Dean gets backing from unlikely — and unwanted — source on Confederate flag flap

Every time Howard Dean says something controversial and faces criticism, he seems to get backing from those whose help he doesn’t want.

In September, Dick Gephardt began aggressively criticizing Dean’s record of hostility for Medicare, noting that Dean sided with Republicans in the mid-1990s when congressional Democrats were fighting Newt Gingrich’s proposed Medicare cuts. As an example of the kind of help Dean probably didn’t want, Gingrich leapt to Dean’s defense.

A few weeks later, Dean got into some trouble for comments regarding Israel, saying he doesn’t want the U.S. “taking sides” in the Israeli-Palestinian conflict and calling members of Hamas “soldiers,” instead of the description generally used by Americans, “terrorists.” When several Jewish groups and leaders criticized Dean’s comments, the Arab-American Institute defended Dean and praised his position of neutrality. Like Gingrich’s defense, this probably wasn’t the support Dean was looking for.

And now it’s happened again. Last week, Dean was the subject of another controversy stemming from a poorly-worded remark, this time about his desire to be the candidate “for guys with Confederate flags in their pickup trucks.” After days of criticism from Dem rivals such as Al Sharpton and John Edwards, who steps up to defend Dean’s comments? The Council of Conservative Citizens.

As you may recall, the CCC is a transparently racist organization that grew out of the “White Citizens Councils” of the old, strictly segregated, South. The group boasts that it “speaks out” on behalf of “white European-Americans, their civilization, faith and form of government,” and believes the very idea of racism “was concocted by a communist ideologues in the 1920s…to instill guilt and shame in the minds of white people and to inflame racial hostility among blacks.”

Yet there was the CCC defending Dean last week, with an open letter to the Vermont governor on its website, saying that the CCC’s leadership “wish[es] to commend” Dean for his outreach to those who embrace the Confederate flag.

In fact, the racist group announced it would like to get to know Dean better.

“We would like to invite you, Gov. Dean, to attend the National Board of Directors meeting we are holding in Nashville, Tennessee next week and to address our group briefly along the lines you mentioned in Boston,” said Thomas Dover, president of the CCC. “We would like to make you better acquainted with us and our concerns and activities and to make ourselves better acquainted with you.”

It appears that Dean has ignored the invitation. Smart move.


**EXERCISE PROMPT**
Copy each line of the data beneath in which the word "bottom" appears.
------ DATA TO USE
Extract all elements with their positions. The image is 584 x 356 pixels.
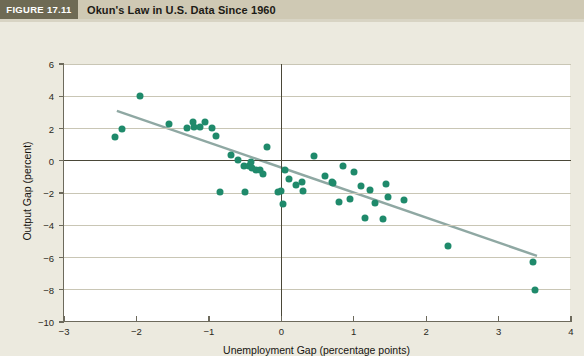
gridline-horizontal [64,193,571,194]
y-axis-tick-label: −2 [28,188,54,199]
figure-header-band: FIGURE 17.11 Okun's Law in U.S. Data Sin… [0,0,584,19]
trendline [117,111,537,256]
gridline-horizontal [64,64,571,65]
x-axis-tick-label: 3 [496,326,501,337]
scatter-point [263,144,270,151]
x-axis-tick-label: −1 [203,326,214,337]
scatter-point [260,171,267,178]
scatter-point [366,186,373,193]
scatter-point [279,201,286,208]
gridline-horizontal [64,257,571,258]
scatter-point [285,176,292,183]
scatter-point [202,119,209,126]
figure-body: Output Gap (percent) −10−8−6−4−20246−3−2… [0,22,584,356]
x-axis-tick [208,316,209,322]
gridline-horizontal [64,225,571,226]
scatter-point [234,156,241,163]
x-axis-tick-label: 0 [279,326,284,337]
scatter-point [298,178,305,185]
y-axis-tick-label: −8 [28,284,54,295]
y-axis-tick-label: −6 [28,252,54,263]
y-axis-tick-label: 2 [28,123,54,134]
figure-number-tag: FIGURE 17.11 [0,0,78,19]
scatter-point [300,188,307,195]
scatter-point [372,199,379,206]
y-axis-tick [59,128,64,129]
scatter-point [530,259,537,266]
figure-root: FIGURE 17.11 Okun's Law in U.S. Data Sin… [0,0,584,356]
y-axis-tick-label: −10 [28,317,54,328]
y-axis-tick [59,96,64,97]
x-axis-tick [570,316,571,322]
scatter-point [350,169,357,176]
scatter-point [209,124,216,131]
scatter-point [531,286,538,293]
scatter-point [118,126,125,133]
scatter-point [361,214,368,221]
zero-line-horizontal [64,160,571,161]
scatter-point [379,215,386,222]
y-axis-tick-label: 4 [28,91,54,102]
scatter-point [310,152,317,159]
gridline-horizontal [64,289,571,290]
gridline-horizontal [64,128,571,129]
y-axis-tick-label: 0 [28,155,54,166]
x-axis-tick [63,316,64,322]
x-axis-tick [136,316,137,322]
y-axis-tick [59,160,64,161]
scatter-point [401,197,408,204]
x-axis-tick-label: 4 [568,326,573,337]
y-axis-tick [59,192,64,193]
y-axis-tick [59,257,64,258]
scatter-point [383,181,390,188]
scatter-point [213,132,220,139]
x-axis-tick-label: 1 [351,326,356,337]
scatter-point [347,195,354,202]
scatter-point [339,163,346,170]
scatter-point [137,93,144,100]
scatter-point [330,179,337,186]
scatter-point [242,189,249,196]
x-axis-tick [353,316,354,322]
scatter-point [444,243,451,250]
scatter-point [385,194,392,201]
scatter-point [166,120,173,127]
plot-area: −10−8−6−4−20246−3−2−101234 [63,64,570,322]
scatter-point [227,152,234,159]
scatter-point [216,189,223,196]
y-axis-tick [59,225,64,226]
y-axis-tick-label: −4 [28,220,54,231]
x-axis-tick-label: 2 [423,326,428,337]
x-axis-tick-label: −2 [131,326,142,337]
x-axis-title: Unemployment Gap (percentage points) [63,344,570,356]
x-axis-tick [426,316,427,322]
scatter-point [278,188,285,195]
x-axis-tick [498,316,499,322]
figure-number-label: FIGURE 17.11 [6,4,71,15]
scatter-point [357,182,364,189]
scatter-point [184,124,191,131]
figure-title: Okun's Law in U.S. Data Since 1960 [87,0,276,19]
scatter-point [336,198,343,205]
x-axis-tick [281,316,282,322]
scatter-point [281,167,288,174]
y-axis-tick-label: 6 [28,59,54,70]
scatter-point [321,173,328,180]
scatter-point [111,134,118,141]
y-axis-tick [59,289,64,290]
y-axis-tick [59,63,64,64]
x-axis-tick-label: −3 [59,326,70,337]
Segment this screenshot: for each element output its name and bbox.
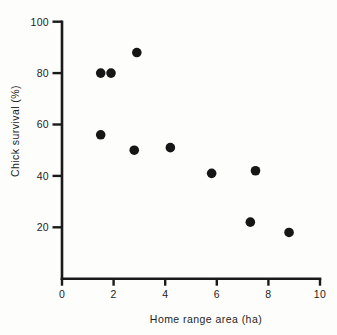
x-tick-label: 10	[314, 288, 326, 300]
x-tick-label: 6	[214, 288, 220, 300]
y-axis-label: Chick survival (%)	[9, 85, 21, 177]
scatter-point	[207, 169, 217, 179]
y-tick-label: 80	[37, 67, 49, 79]
scatter-point	[166, 143, 176, 153]
scatter-point	[96, 130, 106, 140]
y-tick-label: 20	[37, 221, 49, 233]
y-tick-label: 40	[37, 170, 49, 182]
y-tick-label: 100	[31, 16, 49, 28]
scatter-point	[106, 68, 116, 78]
scatter-figure: 204060801000246810 Chick survival (%) Ho…	[0, 0, 337, 335]
scatter-point	[251, 166, 261, 176]
scatter-point	[246, 217, 256, 227]
y-tick-label: 60	[37, 118, 49, 130]
x-axis-label: Home range area (ha)	[150, 313, 262, 325]
x-tick-label: 8	[265, 288, 271, 300]
data-points	[96, 48, 294, 238]
x-tick-label: 0	[59, 288, 65, 300]
tick-labels: 204060801000246810	[31, 16, 327, 301]
scatter-point	[132, 48, 142, 58]
chick-survival-scatter-chart: 204060801000246810 Chick survival (%) Ho…	[0, 0, 337, 335]
axis-ticks	[53, 22, 321, 286]
x-tick-label: 2	[111, 288, 117, 300]
scatter-point	[129, 145, 139, 155]
scatter-point	[284, 228, 294, 238]
axes	[61, 20, 322, 280]
x-tick-label: 4	[162, 288, 168, 300]
scatter-point	[96, 68, 106, 78]
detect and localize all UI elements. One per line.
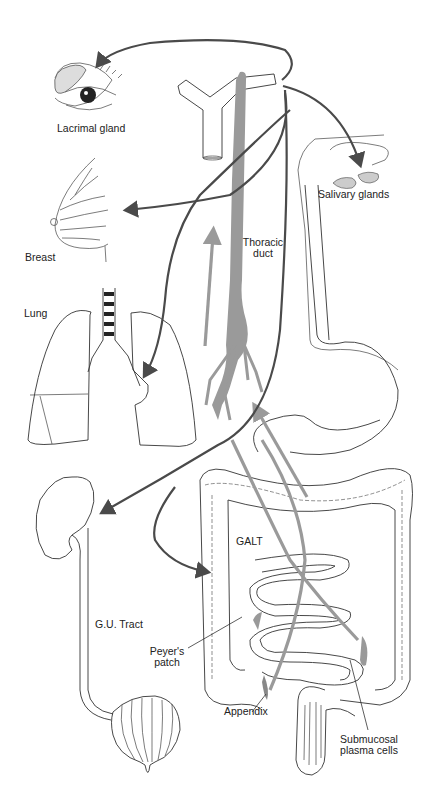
label-lacrimal-gland: Lacrimal gland bbox=[57, 123, 125, 134]
breast-icon bbox=[51, 158, 109, 262]
label-thoracic-duct: Thoracic duct bbox=[240, 237, 286, 259]
gray-arrow-to-thoracic-duct bbox=[205, 235, 213, 346]
label-peyers-patch: Peyer's patch bbox=[146, 646, 188, 668]
arrow-to-salivary-glands bbox=[283, 86, 360, 164]
eye-icon bbox=[55, 63, 122, 110]
label-galt: GALT bbox=[236, 536, 263, 547]
rectum-icon bbox=[296, 687, 355, 775]
label-breast: Breast bbox=[25, 252, 55, 263]
lungs-icon bbox=[28, 288, 196, 446]
small-intestine-icon bbox=[250, 554, 363, 685]
large-intestine-icon bbox=[200, 469, 413, 710]
label-submucosal-line2: plasma cells bbox=[338, 745, 400, 756]
label-lung: Lung bbox=[24, 308, 47, 319]
immune-migration-diagram bbox=[0, 0, 434, 796]
brachiocephalic-veins bbox=[178, 74, 276, 160]
label-peyers-patch-line2: patch bbox=[146, 657, 188, 668]
arrow-to-galt bbox=[154, 487, 207, 572]
leader-peyers-patch bbox=[188, 617, 242, 648]
arrow-to-breast bbox=[127, 93, 286, 210]
esophagus-stomach-icon bbox=[254, 185, 399, 455]
arrow-to-lacrimal-gland bbox=[98, 40, 292, 80]
label-submucosal-plasma-cells: Submucosal plasma cells bbox=[338, 734, 400, 756]
label-gu-tract: G.U. Tract bbox=[95, 619, 143, 630]
leader-submucosal bbox=[350, 660, 368, 730]
submucosal-highlight bbox=[360, 636, 367, 666]
label-salivary-glands: Salivary glands bbox=[318, 189, 389, 200]
arrow-to-kidney bbox=[103, 90, 287, 512]
salivary-glands-icon bbox=[298, 135, 398, 370]
peyers-patch-highlight bbox=[253, 612, 262, 630]
label-thoracic-duct-line2: duct bbox=[240, 248, 286, 259]
label-appendix: Appendix bbox=[224, 706, 268, 717]
appendix-icon bbox=[262, 675, 268, 700]
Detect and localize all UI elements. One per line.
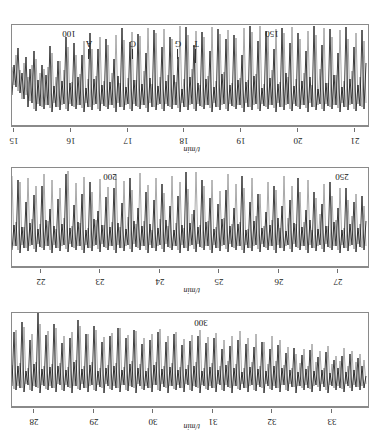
tick-label-33: 33 <box>328 304 337 427</box>
trace-group-top <box>11 312 368 406</box>
tick-label-29: 29 <box>90 304 99 427</box>
plot-frame-bottom: 150 100 T G C A <box>11 24 369 126</box>
tick-label-24: 24 <box>156 160 165 287</box>
base-position-marker-300: 300 <box>194 318 208 328</box>
tick-label-25: 25 <box>215 160 224 287</box>
axis-title-middle: t/min <box>184 286 200 295</box>
axis-line-top <box>11 407 369 408</box>
tick-label-19: 19 <box>237 5 246 146</box>
tick-label-28: 28 <box>30 304 39 427</box>
tick-label-23: 23 <box>96 160 105 287</box>
axis-title-bottom: t/min <box>184 145 200 154</box>
tick-label-20: 20 <box>294 5 303 146</box>
tick-label-26: 26 <box>275 160 284 287</box>
panel-bottom: t/min 150 100 T G C A <box>0 0 383 150</box>
tick-label-15: 15 <box>10 5 19 146</box>
tick-label-27: 27 <box>334 160 343 287</box>
axis-line-bottom <box>11 126 369 127</box>
tick-label-17: 17 <box>124 5 133 146</box>
plot-frame-middle: 250 200 <box>11 167 369 267</box>
base-position-marker-200: 200 <box>103 172 117 182</box>
base-call-tick-T <box>195 49 196 63</box>
base-call-label-A: A <box>86 39 93 49</box>
electropherogram-figure: t/min 300 28 29 30 31 <box>0 0 383 435</box>
tick-label-18: 18 <box>180 5 189 146</box>
trace-group-bottom <box>11 24 368 125</box>
panel-top: t/min 300 28 29 30 31 <box>0 299 383 435</box>
panel-middle: t/min 250 200 22 23 24 <box>0 155 383 295</box>
base-call-tick-A <box>88 49 89 59</box>
base-call-tick-G <box>177 49 178 59</box>
plot-frame-top: 300 <box>11 312 369 407</box>
tick-label-21: 21 <box>351 5 360 146</box>
tick-label-22: 22 <box>37 160 46 287</box>
tick-label-16: 16 <box>67 5 76 146</box>
axis-line-middle <box>11 267 369 268</box>
axis-title-top: t/min <box>184 422 200 431</box>
trace-group-middle <box>11 167 368 266</box>
tick-label-32: 32 <box>268 304 277 427</box>
base-position-marker-150: 150 <box>265 29 279 39</box>
base-call-label-T: T <box>193 39 199 49</box>
tick-label-31: 31 <box>209 304 218 427</box>
tick-axis-top <box>0 407 383 417</box>
tick-label-30: 30 <box>149 304 158 427</box>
------------
**ANSWER BELOW**
plot-frame-bottom: 150 100 T G C A <box>11 24 369 126</box>
axis-title-bottom: t/min <box>184 145 200 154</box>
panel-bottom: t/min 150 100 T G C A <box>0 0 383 150</box>
axis-line-bottom <box>11 126 369 127</box>
trace-group-bottom <box>11 24 368 125</box>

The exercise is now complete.